Gentlemen, start your shredders!
Plus: Got Polls?
I was so wrong to suggest, below, that by dribbling out the stories of Schwarzengroping victims in twos and threes the Los Angeles Times would "lessen their impact." In fact, the daily announcement of new victims has kept the story alive, forced Schwarzenegger to keep responding (and tempted him to waver from his appealing apology strategy), given his opponents new excuses to ratchet up their criticisms, and given the press a convenient "mounting" body count to keep updating and new rounds of self-fulfillling "process" stories recounting how Arnold has lost another day of campaigning. ... Duh! ... The Times violated its old scandal-killing "Do It Once, Do It Right" creed and the result has been scandal-magnification. ... 1:00 A.M.
L.A. Weekly'sBill Bradley--now a blogger, but you knew that would happen--says "both Republican and Democratic sources say that the prison guards' union ... has a new poll showing sizeable leads for both the recall and Schwarzenegger." Not clear when the poll was taken. Bradley notes, correctly I think, that "even reporters who are writing that Schwarzenegger is in serious trouble say they expect him to win." 12:42 A.M.
Jill Stewart raises a relevant question about the L.A. Times:
Who did the editors assign, weeks ago, to investigate Davis' violence against women who work for him?
I assume the editors assigned some people a few years ago when the incidents occurred, and the stories couldn't be proven on the record. But didn't the Times have an obligation to go back and reinvestigate, given their D-Day like assault on past Schwarzengropings? Applying the same sourcing standards they applied to Schwarzenegger? Maybe people who weren't willing to talk before changed their minds.... P.P.S.: I'd argue that editor John Carroll should also tell us if he did try to check out the Davis violence story and couldn't. But editors don't discuss the stories that haven't checked out for fear of unfairness, you say? Not when it comes to Schwarzenegger--Carroll freely referred to uncorroborated examples of groping to justify his paper's coverage:
John S. Carroll, the editor of the Los Angeles Times, rejected criticisms Thursday that an article detailing six instances of sexual harassment by Arnold Schwarzenegger was unfair to the Republican gubernatorial candidate, and he said the newspaper had collected even more examples but had not printed them because it had not had time to corroborate them.
3:17 A.M.
You want polls? Two slightly divergent new surveys:
1) Just-released results from the intriguing Knowledge Networks poll, which attempts to replicate the actual ballot facing voters, show the recall down only slightly (with 59 percent still in favor, 41 against), and Schwarzenegger's lead over Bustamante increasing slightly, to 43-30. ... Democrats have been gradually coming home to the anti-recall position, however--contrary to what the NYT suggests ... The poll was take from 9/26 to 10/4, straddling the big LAT grope story. "Interviews collected since the Oct. 2 revelations do not show a decrease in support for the recall initiative," according to the poll's press release. ...
2) The Mercury News/NBC 11/Knight-Ridder poll has the recall winning 54-41, but the fraction of people who say they "definitely" would vote for it fell over the course of the past week. Update: Alert reader R.M. notes that the fraction who say they "definitely" will vote against it also fell over the same period, though the trend is not as pronounced. ... And Weintraub has some plausible methodological objections to the end-of-week sample. ...More: The Contra Costa Times' far superior report on the same poll catches that nuance, and also a) the crucial role of new voters (the bigger the turnout, the better for Arnold) and b) the poll's findings that, contrary to what kf suggests below, the recall actually does worse if voters think Bustamante will win. They don't seem to want him! "By almost every measure, the Bustamante candidacy has been a bust." writes Daniel Borenstein. This poll finding also calls into question Davis' strategy of pooh-poohing Bustamante and trying to make it a "two-man race" with Schwarzenegger as the only alternative..... 1:59 P.M.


## Task to carry out
The task calls for each line of the records below in which the word "로스터를" appears.

* * * * *

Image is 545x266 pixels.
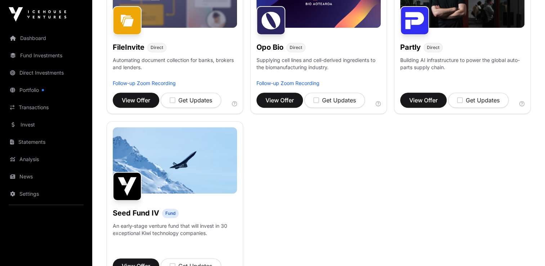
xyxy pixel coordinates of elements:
[409,96,437,104] span: View Offer
[457,96,499,104] div: Get Updates
[6,168,86,184] a: News
[256,42,283,52] h1: Opo Bio
[113,222,237,237] p: An early-stage venture fund that will invest in 30 exceptional Kiwi technology companies.
[9,7,66,22] img: Icehouse Ventures Logo
[304,93,365,108] button: Get Updates
[400,57,524,80] p: Building AI infrastructure to power the global auto-parts supply chain.
[256,93,303,108] button: View Offer
[6,99,86,115] a: Transactions
[400,42,421,52] h1: Partly
[161,93,221,108] button: Get Updates
[6,186,86,202] a: Settings
[256,6,285,35] img: Opo Bio
[6,48,86,63] a: Fund Investments
[6,82,86,98] a: Portfolio
[113,93,159,108] button: View Offer
[313,96,356,104] div: Get Updates
[113,6,141,35] img: FileInvite
[113,57,237,80] p: Automating document collection for banks, brokers and lenders.
[6,117,86,132] a: Invest
[113,127,237,193] img: image-1600x800.jpg
[256,57,381,71] p: Supplying cell lines and cell-derived ingredients to the biomanufacturing industry.
[265,96,294,104] span: View Offer
[509,231,545,266] iframe: Chat Widget
[113,80,176,86] a: Follow-up Zoom Recording
[256,80,319,86] a: Follow-up Zoom Recording
[113,172,141,201] img: Seed Fund IV
[150,45,163,50] span: Direct
[448,93,508,108] button: Get Updates
[113,208,159,218] h1: Seed Fund IV
[165,210,175,216] span: Fund
[6,65,86,81] a: Direct Investments
[289,45,302,50] span: Direct
[6,134,86,150] a: Statements
[400,93,446,108] button: View Offer
[122,96,150,104] span: View Offer
[6,30,86,46] a: Dashboard
[170,96,212,104] div: Get Updates
[6,151,86,167] a: Analysis
[400,6,429,35] img: Partly
[113,42,144,52] h1: FileInvite
[427,45,439,50] span: Direct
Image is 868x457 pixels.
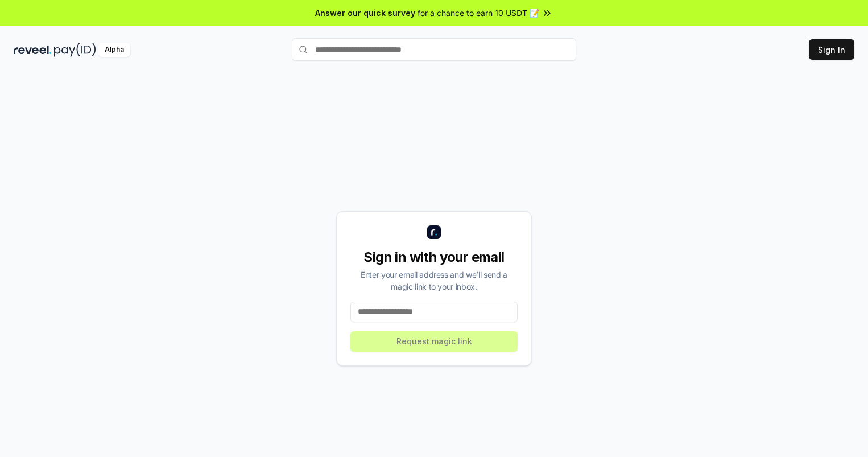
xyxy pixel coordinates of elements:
img: logo_small [427,226,441,239]
button: Sign In [809,39,854,60]
div: Enter your email address and we’ll send a magic link to your inbox. [351,269,517,292]
span: Answer our quick survey [315,7,415,19]
img: reveel_dark [13,43,52,57]
div: Sign in with your email [351,248,517,267]
span: for a chance to earn 10 USDT 📝 [417,7,539,19]
img: pay_id [54,43,96,57]
div: Alpha [98,43,130,57]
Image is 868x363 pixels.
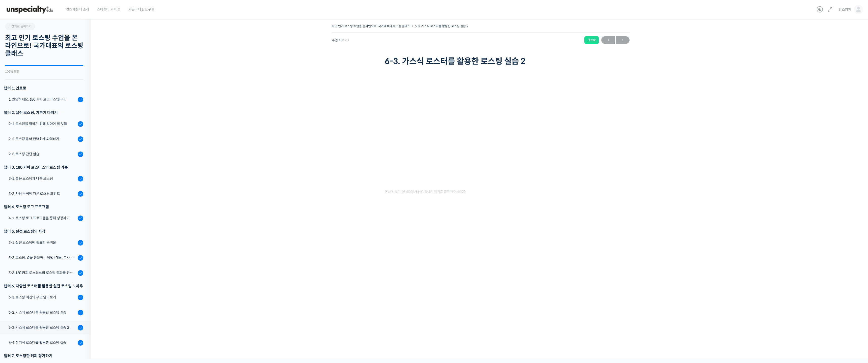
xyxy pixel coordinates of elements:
[8,255,76,260] div: 5-2. 로스팅, 열을 전달하는 방법 (대류, 복사, 전도)
[385,190,465,194] span: 영상이 끊기[DEMOGRAPHIC_DATA] 여기를 클릭해주세요
[5,70,83,73] div: 100% 진행
[616,37,630,44] span: →
[332,38,349,42] span: 수업 13
[8,25,31,28] span: 강의로 돌아가기
[8,151,76,157] div: 2-3. 로스팅 간단 실습
[4,282,83,289] div: 챕터 6. 다양한 로스터를 활용한 실전 로스팅 노하우
[4,109,83,116] div: 챕터 2. 실전 로스팅, 기본기 다지기
[8,216,76,221] div: 4-1. 로스팅 로그 프로그램을 통해 성장하기
[415,25,469,28] a: 6-3. 가스식 로스터를 활용한 로스팅 실습 2
[332,25,410,28] a: 최고 인기 로스팅 수업을 온라인으로! 국가대표의 로스팅 클래스
[8,191,76,196] div: 3-2. 사용 목적에 따른 로스팅 포인트
[8,136,76,142] div: 2-2. 로스팅 용어 완벽하게 파악하기
[4,352,83,359] div: 챕터 7. 로스팅한 커피 평가하기
[4,164,83,170] div: 챕터 3. 180 커피 로스터스의 로스팅 기준
[839,8,852,12] span: 민스커피
[8,239,76,246] div: 5-1. 실전 로스팅에 필요한 준비물
[585,36,599,44] div: 완료함
[601,36,615,44] a: ←이전
[4,203,83,210] div: 챕터 4. 로스팅 로그 프로그램
[5,23,35,30] a: 강의로 돌아가기
[343,38,349,42] span: / 20
[601,37,615,44] span: ←
[8,176,76,181] div: 3-1. 좋은 로스팅과 나쁜 로스팅
[5,34,83,58] h2: 최고 인기 로스팅 수업을 온라인으로! 국가대표의 로스팅 클래스
[8,270,76,276] div: 5-3. 180 커피 로스터스의 로스팅 결과를 판단하는 노하우
[8,97,76,102] div: 1. 안녕하세요, 180 커피 로스터스입니다.
[8,121,76,127] div: 2-1. 로스팅을 잘하기 위해 알아야 할 것들
[4,84,83,91] h3: 챕터 1. 인트로
[8,310,76,315] div: 6-2. 가스식 로스터를 활용한 로스팅 실습
[4,228,83,235] div: 챕터 5. 실전 로스팅의 시작
[616,36,630,44] a: 다음→
[8,340,76,345] div: 6-4. 전기식 로스터를 활용한 로스팅 실습
[8,325,76,330] div: 6-3. 가스식 로스터를 활용한 로스팅 실습 2
[385,57,577,66] h1: 6-3. 가스식 로스터를 활용한 로스팅 실습 2
[8,295,76,300] div: 6-1. 로스팅 머신의 구조 알아보기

* * * * *

## Result
[4,282,83,289] div: 챕터 6. 다양한 로스터를 활용한 실전 로스팅 노하우
[415,25,469,28] a: 6-3. 가스식 로스터를 활용한 로스팅 실습 2
[8,310,76,315] div: 6-2. 가스식 로스터를 활용한 로스팅 실습
[8,340,76,345] div: 6-4. 전기식 로스터를 활용한 로스팅 실습
[8,325,76,330] div: 6-3. 가스식 로스터를 활용한 로스팅 실습 2
[385,57,577,66] h1: 6-3. 가스식 로스터를 활용한 로스팅 실습 2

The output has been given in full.